However, this system does not work the same way for everyone. For people with compulsive disorders, addictions, or anxiety, these learned associations can become overly powerful. Instead of serving as helpful guides, cues may start to dominate decision making. Individuals may feel pulled toward certain sights or sounds or strongly driven to avoid them, even when doing so leads to poor outcomes.

Studying Biased Decision Making

To better understand how this happens, Giuseppe di Pellegrino of the University of Bologna led a study focused on how people learn from cues and how this learning can sometimes go wrong. The research examined maladaptive decision making, which refers to choices that continue to cause harm or disadvantage despite repeated negative consequences.

As described in their JNeurosci paper, the researchers found that people differ widely in how much they rely on environmental cues when making decisions. Some individuals depend heavily on surrounding visuals and sounds to guide their choices, while others rely on them far less.

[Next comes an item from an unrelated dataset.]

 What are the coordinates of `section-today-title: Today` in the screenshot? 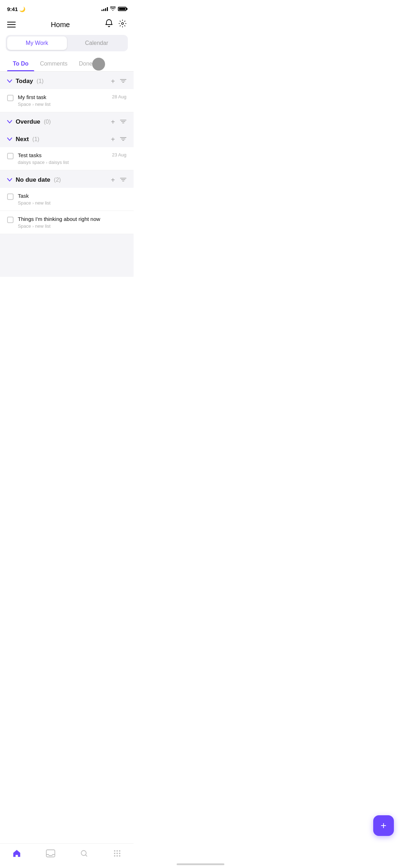 It's located at (24, 81).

Why Some People Struggle to Adapt

The study also revealed an important problem for those who are highly cue driven. When familiar cues start to signal riskier or less favorable outcomes, these individuals often struggle to adjust. They may have difficulty updating their beliefs about what those cues mean and unlearning old associations that no longer apply. In practical terms, this means the brain keeps responding as if nothing has changed, even when the situation clearly has.

As a result, disadvantageous decision making can persist over time. Instead of adapting to new information, people may repeat the same risky or harmful choices again and again.

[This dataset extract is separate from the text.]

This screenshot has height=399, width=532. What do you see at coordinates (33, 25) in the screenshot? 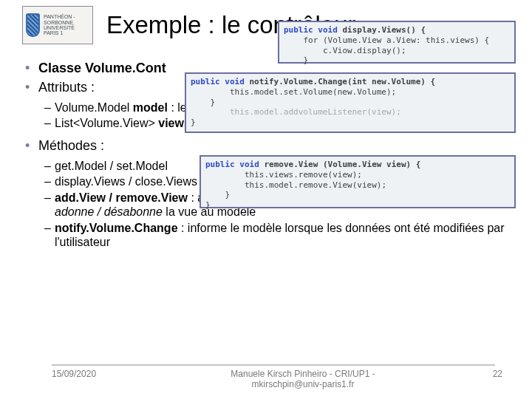
I see `shield-icon` at bounding box center [33, 25].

Implications for Addiction and Anxiety

According to the researchers, these findings suggest that some people have stronger cue sensitivity than others, combined with a reduced ability to revise what they have learned about those cues. This combination may help explain why certain decision patterns are so hard to break.

The research team plans to continue studying associative learning in patient populations. Their goal is to better understand whether the harmful decision patterns -- which characterize addictions, compulsive disorders, and anxiety -- are more likely to occur in people who are especially sensitive to the sights and sounds that influence their choices.


Story Source:

Materials provided by Society for Neuroscience. Note: Content may be edited for style and length.


Journal Reference:

  1. Luigi A.E. Degni, Lorenzo Mattioni, Claudio Danti, Valentina Bernardi, Gianluca Finotti, Marco Badioli, Francesca Starita, Alireza Soltani, Giuseppe di Pellegrino, Sara Garofalo. Reduced Pavlovian value updating alters decision-making in sign-trackers. The Journal of Neuroscience, 2025; e1465252025 DOI: 10.1523/JNEUROSCI.1465-25.2025

Cite This Page:

Society for Neuroscience. "Why some people keep making the same bad decisions." ScienceDaily. ScienceDaily, 26 December 2025. <www.sciencedaily.com/releases/2025/12/251225031244.htm>.
Society for Neuroscience. (2025, December 26). Why some people keep making the same bad decisions. ScienceDaily. Retrieved January 16, 2026 from www.sciencedaily.com/releases/2025/12/251225031244.htm
Society for Neuroscience. "Why some people keep making the same bad decisions." ScienceDaily. www.sciencedaily.com/releases/2025/12/251225031244.htm (accessed January 16, 2026).